Remember today’s interest rates are kept artificially low by an aggressively accommodative Federal Reserve and the sovereign debt crisis in Europe. Are these institutions and trends really the best predictors of long-term fixed income returns?
The discount rate should not be based on the interest rates we see right now. It should be based on what we think those liabilities are likely to cost over decades. An average, or a smoothed, interest rate makes much more sense. For example, the average of the Citigroup Pension Liability Index (CPLI) for the past three years is approximately 5%; the average of that same rate for the last 25 years is approximately 7%.
If corporations were permitted to use an average of interest rates over the last 30 years, then their obligations would be much easier to meet today. They should still have to amortize their underfunding toward an appropriate standard of funded status, but they should be able to use an interest rate that is more likely to reflect rates over the long time-horizon of pension liabilities.

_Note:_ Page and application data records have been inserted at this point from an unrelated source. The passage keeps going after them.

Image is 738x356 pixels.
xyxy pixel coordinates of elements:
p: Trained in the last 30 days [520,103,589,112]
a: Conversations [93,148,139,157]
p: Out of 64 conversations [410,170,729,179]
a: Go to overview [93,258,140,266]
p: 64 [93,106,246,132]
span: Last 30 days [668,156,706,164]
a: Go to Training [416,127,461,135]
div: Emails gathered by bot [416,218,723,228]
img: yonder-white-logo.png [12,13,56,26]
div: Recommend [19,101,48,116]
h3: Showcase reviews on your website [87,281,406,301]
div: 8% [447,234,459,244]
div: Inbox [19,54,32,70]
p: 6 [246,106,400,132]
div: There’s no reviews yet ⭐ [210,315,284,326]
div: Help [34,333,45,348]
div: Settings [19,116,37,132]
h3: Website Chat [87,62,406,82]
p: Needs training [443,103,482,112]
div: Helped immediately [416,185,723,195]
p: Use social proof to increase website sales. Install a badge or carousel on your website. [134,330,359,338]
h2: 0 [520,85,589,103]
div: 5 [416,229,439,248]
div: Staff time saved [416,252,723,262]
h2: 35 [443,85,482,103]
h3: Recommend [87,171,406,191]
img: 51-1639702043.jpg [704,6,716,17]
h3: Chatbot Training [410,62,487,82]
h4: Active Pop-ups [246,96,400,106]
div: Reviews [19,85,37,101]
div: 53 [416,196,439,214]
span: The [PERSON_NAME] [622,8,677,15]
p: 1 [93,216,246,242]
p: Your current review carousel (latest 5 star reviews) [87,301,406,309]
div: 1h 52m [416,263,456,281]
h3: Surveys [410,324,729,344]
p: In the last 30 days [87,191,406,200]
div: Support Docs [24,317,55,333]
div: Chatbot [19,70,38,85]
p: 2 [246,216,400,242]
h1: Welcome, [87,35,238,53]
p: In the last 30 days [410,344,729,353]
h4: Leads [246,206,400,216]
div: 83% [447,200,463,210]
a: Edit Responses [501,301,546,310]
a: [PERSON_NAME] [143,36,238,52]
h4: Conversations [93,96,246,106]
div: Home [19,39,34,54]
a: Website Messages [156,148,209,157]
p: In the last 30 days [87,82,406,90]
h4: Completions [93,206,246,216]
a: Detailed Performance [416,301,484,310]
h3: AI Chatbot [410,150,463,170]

Keep in mind that this is not a one-way street. The way the law is written today, if interest rates spike higher, the stated value of liabilities will immediately drop, according to the legally-mandated discount rate pensions use to measure their liabilities. Corporations would be able to claim that their pensions were fully funded, and they would have to make no contributions at all.
In contrast, under the interest-rate-averaging proposal, contributions would be required all the time, but on a more manageable and predictable basis. That would not only provide a boost for DB plan sponsors and, by extension, asset managers, but it would also help with federal deficit reduction and the fiscal cliff issues that have been only temporarily resolved.

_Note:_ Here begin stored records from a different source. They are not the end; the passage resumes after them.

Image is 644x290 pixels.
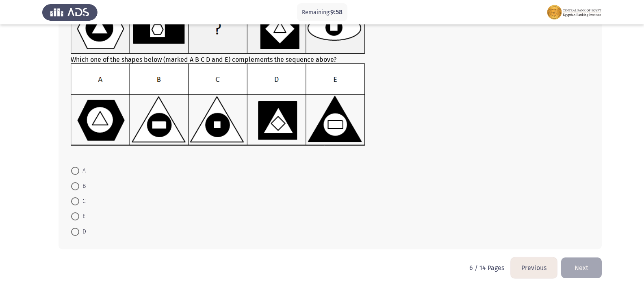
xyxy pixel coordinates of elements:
button: load previous page [511,258,556,278]
div: Which one of the shapes below (marked A B C D and E) complements the sequence above? [71,3,589,156]
img: Assess Talent Management logo [42,1,98,24]
img: Assessment logo of FOCUS Assessment 3 Modules EN [546,1,602,24]
button: load next page [561,258,602,278]
img: UkFYMDA5MUEucG5nMTYyMjAzMzE3MTk3Nw==.png [71,3,365,54]
p: 6 / 14 Pages [469,264,504,271]
span: 9:58 [330,9,342,16]
img: UkFYMDA5MUIucG5nMTYyMjAzMzI0NzA2Ng==.png [71,64,365,146]
span: B [79,181,86,191]
p: Remaining: [302,8,342,18]
span: C [79,196,86,206]
span: D [79,227,86,236]
span: E [79,212,85,221]
span: A [79,166,86,175]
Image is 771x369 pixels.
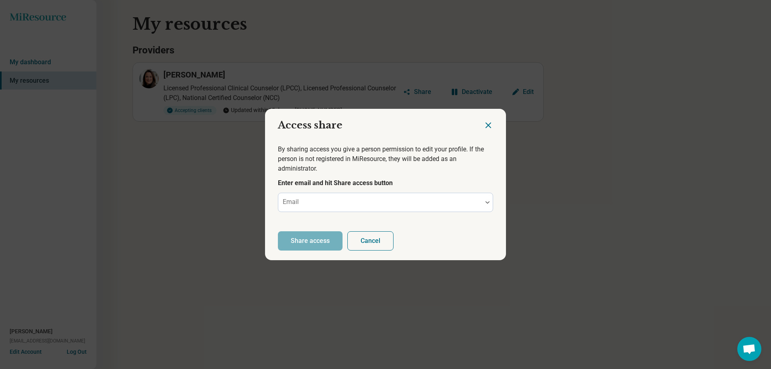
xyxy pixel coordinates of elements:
p: Enter email and hit Share access button [278,178,493,188]
label: Email [283,198,299,206]
button: Cancel [348,231,394,251]
h2: Access share [265,109,484,135]
button: Close dialog [484,121,493,130]
button: Share access [278,231,343,251]
p: By sharing access you give a person permission to edit your profile. If the person is not registe... [278,145,493,174]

Congress is already aware that this reform can raise substantial revenue. If smaller pension contributions are made in the next 10 years, then there will be less in tax deductions for those contributions. Using Washington math, decreasing deductions equals increasing revenues.
This past summer, Congress passed legislation that allowed some interest-rate smoothing. However, that provision really only provided relief on a decreasing basis over three years. Numerous corporate pension executives have told me that provides little real relief. Many have decided not to take advantage of it because three years from now they will face these same problems. If Congress were to make this legislation permanent, corporations would be more likely to keep their pensions in place. It’s estimated that such a move could raise between $70 billion and $100 billion more than the $9 billion generated from the existing provision.

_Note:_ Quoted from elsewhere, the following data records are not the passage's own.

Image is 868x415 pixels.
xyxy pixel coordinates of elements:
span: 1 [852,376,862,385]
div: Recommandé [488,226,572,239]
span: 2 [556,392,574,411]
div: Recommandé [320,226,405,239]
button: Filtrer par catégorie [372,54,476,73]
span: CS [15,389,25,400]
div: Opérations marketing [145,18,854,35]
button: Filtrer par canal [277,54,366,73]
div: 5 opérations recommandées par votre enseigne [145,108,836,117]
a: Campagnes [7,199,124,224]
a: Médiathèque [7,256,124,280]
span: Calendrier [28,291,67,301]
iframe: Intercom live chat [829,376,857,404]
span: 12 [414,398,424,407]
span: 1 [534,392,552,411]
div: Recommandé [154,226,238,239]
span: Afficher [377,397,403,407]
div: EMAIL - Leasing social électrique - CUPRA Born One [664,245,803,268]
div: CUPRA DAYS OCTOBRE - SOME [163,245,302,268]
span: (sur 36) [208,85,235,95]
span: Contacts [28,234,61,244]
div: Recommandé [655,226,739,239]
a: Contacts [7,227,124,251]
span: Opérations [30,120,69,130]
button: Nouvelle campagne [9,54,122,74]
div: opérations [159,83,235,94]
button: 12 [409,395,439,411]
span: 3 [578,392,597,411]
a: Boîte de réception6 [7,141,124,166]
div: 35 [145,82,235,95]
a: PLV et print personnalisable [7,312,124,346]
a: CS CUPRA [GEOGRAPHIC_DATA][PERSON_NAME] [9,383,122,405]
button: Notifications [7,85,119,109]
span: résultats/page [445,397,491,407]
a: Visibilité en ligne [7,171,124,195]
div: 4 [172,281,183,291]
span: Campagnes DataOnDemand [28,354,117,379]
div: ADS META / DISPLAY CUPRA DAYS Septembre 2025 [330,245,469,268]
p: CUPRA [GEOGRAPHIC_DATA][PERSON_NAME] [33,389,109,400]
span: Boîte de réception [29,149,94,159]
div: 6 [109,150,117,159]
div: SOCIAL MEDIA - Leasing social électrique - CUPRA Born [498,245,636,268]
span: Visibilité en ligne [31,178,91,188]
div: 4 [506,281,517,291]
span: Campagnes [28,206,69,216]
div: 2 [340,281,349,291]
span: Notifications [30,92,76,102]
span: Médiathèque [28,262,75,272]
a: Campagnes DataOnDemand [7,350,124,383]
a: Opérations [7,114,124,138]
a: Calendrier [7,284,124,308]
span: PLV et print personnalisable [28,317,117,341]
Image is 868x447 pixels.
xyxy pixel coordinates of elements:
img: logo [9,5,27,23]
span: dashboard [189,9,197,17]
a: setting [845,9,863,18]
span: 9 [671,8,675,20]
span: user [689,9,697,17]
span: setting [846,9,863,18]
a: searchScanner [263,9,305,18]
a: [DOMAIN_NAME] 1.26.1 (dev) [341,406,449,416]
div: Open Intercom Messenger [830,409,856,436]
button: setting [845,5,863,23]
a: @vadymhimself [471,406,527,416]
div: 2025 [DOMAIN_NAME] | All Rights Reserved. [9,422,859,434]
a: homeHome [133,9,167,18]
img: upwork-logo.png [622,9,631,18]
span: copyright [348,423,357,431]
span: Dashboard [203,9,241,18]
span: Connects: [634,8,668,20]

If Congress takes this action, corporate DB pension plans would be able to pursue investment strategies that are focused on long-term returns rather than funded-status volatility. If the law remains as it is, expect continued interest in conservative liability-driven investment (LDI) and de-risking strategies, which could lead to pensions missing out on alpha-generation opportunities, as well as continued closing of corporate DB pension plans.
The federal government has always had trouble getting pension legislation right. However, it is generally good at avoiding disaster. While solving the immediate problems of the fiscal cliff and debt ceiling, Congress also can and should address the long-term issue of retirement security for millions of working people. If such pension reform does pass, it would also be a boon for the asset management industry due to the potential to maintain or increase the number of DB pension plan mandates.